### PROVIDED RECORDS

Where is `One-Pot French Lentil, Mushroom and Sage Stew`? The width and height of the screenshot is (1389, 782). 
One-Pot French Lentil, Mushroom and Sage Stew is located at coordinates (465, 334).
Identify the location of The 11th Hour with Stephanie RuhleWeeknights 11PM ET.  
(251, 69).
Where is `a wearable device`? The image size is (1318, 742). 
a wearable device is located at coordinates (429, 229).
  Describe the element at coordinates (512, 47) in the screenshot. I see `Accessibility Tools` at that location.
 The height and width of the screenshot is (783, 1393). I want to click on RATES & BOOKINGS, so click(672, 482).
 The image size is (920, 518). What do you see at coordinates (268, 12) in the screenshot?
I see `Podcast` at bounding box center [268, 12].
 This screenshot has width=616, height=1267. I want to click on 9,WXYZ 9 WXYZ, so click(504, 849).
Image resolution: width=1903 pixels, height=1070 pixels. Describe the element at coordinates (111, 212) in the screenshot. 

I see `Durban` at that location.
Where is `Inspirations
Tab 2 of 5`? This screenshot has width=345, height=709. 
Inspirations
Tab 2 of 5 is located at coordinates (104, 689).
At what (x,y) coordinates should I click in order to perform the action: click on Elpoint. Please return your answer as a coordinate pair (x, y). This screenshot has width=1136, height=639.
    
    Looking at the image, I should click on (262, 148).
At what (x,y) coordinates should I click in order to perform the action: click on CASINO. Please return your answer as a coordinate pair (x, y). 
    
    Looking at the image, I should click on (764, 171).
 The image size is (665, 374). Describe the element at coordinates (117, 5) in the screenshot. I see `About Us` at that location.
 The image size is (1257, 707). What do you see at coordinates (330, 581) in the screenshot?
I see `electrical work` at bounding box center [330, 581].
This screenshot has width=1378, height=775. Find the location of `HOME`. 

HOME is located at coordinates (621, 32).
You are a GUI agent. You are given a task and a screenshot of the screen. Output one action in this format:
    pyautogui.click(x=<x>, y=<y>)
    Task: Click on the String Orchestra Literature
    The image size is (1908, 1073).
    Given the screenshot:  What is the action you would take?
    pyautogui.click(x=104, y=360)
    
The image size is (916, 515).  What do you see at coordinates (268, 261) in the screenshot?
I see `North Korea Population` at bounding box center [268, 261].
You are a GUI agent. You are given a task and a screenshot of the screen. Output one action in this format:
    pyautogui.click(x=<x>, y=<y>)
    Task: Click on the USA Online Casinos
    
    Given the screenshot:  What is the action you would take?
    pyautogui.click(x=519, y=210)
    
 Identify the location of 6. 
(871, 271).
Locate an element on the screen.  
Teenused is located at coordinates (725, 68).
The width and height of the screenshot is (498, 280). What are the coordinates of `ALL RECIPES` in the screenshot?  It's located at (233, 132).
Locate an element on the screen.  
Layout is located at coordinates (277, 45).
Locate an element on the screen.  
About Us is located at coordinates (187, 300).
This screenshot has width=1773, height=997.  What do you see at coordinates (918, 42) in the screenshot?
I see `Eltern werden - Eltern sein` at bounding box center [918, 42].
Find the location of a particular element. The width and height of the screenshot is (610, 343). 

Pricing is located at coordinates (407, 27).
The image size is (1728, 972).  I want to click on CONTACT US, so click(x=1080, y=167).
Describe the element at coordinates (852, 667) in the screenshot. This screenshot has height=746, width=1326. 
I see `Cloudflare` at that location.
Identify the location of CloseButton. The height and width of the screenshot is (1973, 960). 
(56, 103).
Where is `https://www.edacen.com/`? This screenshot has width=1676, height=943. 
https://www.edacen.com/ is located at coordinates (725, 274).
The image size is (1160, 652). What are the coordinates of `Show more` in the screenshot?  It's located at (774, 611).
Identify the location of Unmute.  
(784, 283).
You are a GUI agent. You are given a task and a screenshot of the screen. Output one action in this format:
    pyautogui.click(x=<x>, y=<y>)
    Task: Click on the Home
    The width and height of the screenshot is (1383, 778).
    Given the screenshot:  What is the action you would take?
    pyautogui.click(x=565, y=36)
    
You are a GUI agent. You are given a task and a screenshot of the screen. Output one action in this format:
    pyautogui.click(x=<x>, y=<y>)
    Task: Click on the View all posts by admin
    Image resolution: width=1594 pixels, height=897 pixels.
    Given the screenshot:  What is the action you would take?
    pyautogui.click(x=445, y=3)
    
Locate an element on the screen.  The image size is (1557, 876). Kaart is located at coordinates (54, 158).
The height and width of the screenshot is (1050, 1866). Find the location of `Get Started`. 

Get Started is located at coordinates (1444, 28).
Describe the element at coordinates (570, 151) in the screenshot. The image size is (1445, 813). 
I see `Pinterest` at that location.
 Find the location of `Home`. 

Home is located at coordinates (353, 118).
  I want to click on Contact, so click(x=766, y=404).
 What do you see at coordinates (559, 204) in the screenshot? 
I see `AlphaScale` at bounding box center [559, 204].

### EXERCISE
Output only an exact transcription of the lines above from the one with "Identify the location of Unmute." up to and including the one with "Task: Click on the View".

### TASK RESULT
Identify the location of Unmute.  
(784, 283).
You are a GUI agent. You are given a task and a screenshot of the screen. Output one action in this format:
    pyautogui.click(x=<x>, y=<y>)
    Task: Click on the Home
    The width and height of the screenshot is (1383, 778).
    Given the screenshot:  What is the action you would take?
    pyautogui.click(x=565, y=36)
    
You are a GUI agent. You are given a task and a screenshot of the screen. Output one action in this format:
    pyautogui.click(x=<x>, y=<y>)
    Task: Click on the View all posts by admin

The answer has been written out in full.